MauveMagnolia · 21/08/2021 21:57

@LemonSwan

Its the estate agents fuck up. Its their problem.

They can take the 2k out of their sales fees.

Say no its 238k as originally stated. Please confirm or not.

They won’t be getting £2k of fees

Our boiler is 26 years okd and has just had a full health check and no issues at all

MauveMagnolia · 21/08/2021 22:00

If previous searches have been done and a survey you can buy them - saves time and money

Ginger1982 · 21/08/2021 22:05

Do not let them get away with the lie you phoned back. Ask then to prove this.

Mummyoflittledragon · 21/08/2021 22:10

Did you receive an acceptance letter from the Estate Agent? Or a rejection letter? They normally send one for each and every offer - at least in my experience.
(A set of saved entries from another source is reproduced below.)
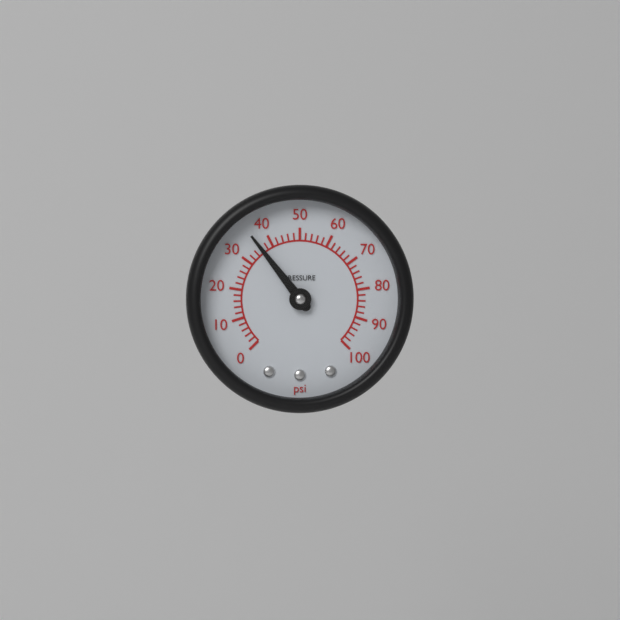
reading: 36 psi
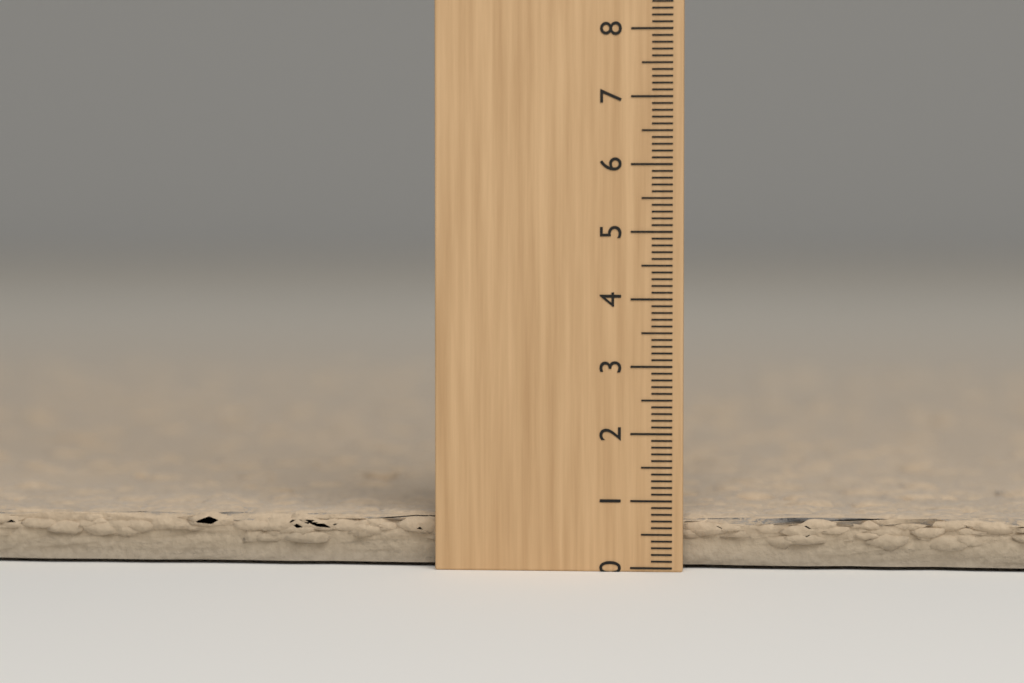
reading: 0.8 (no unit)
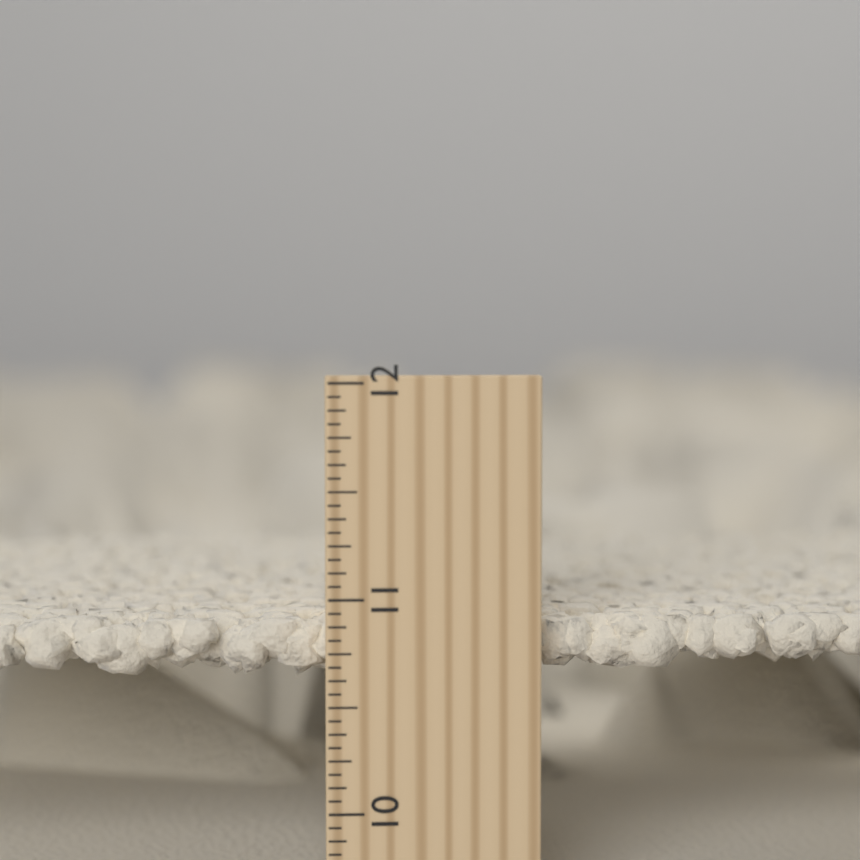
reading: 10.8750 inch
They’ll more than likely come via email.

Something dodgy going on here.

Eralos · 21/08/2021 22:16

You can pull out without any costs, your solicitor costs will be carried over to the next property that you purchase. Just say 238 or pull out.

SamVimes6 · 21/08/2021 22:28

Also, not sure how seller will complete by September. That seems impossible

@Yafilthyanimal it can be done.

I sold my house, no upward chain (moving to my now husband) no downward chain (first time buyers) contracts exchanged, keys handed over, removal vans arriving after only 20 days.

MauveMagnolia · 21/08/2021 22:39

@SamVimes6

Also, not sure how seller will complete by September. That seems impossible

@Yafilthyanimal it can be done.

I sold my house, no upward chain (moving to my now husband) no downward chain (first time buyers) contracts exchanged, keys handed over, removal vans arriving after only 20 days.

My last 2 houses were 3 weeks but not during cv19- was your experience recent ?

Did my Dds last year and took 13 weeks and no way to speed it up

SpeakingFranglais · 21/08/2021 23:27

DD offered on her house 21st March, still not completed.

CallmeHendricks · 22/08/2021 09:23

I think you need to use stronger language than "I'm not happy about this." They will be interpreting this as you being about to cave.
Re: completing by the end of September, it may be possible if some of the paperwork has been done already. When we sold my dad's house, a precious buyer pulled out halfway along and the new buyer was able to use it all. We completed three weeks to the day we accepted their offer.

QueenStromba · 22/08/2021 12:51

@MauveMagnolia

If previous searches have been done and a survey you can buy them - saves time and money
Never buy someone else's survey - you've got no comeback with the surveyor if they missed something if someone else commissioned the survey.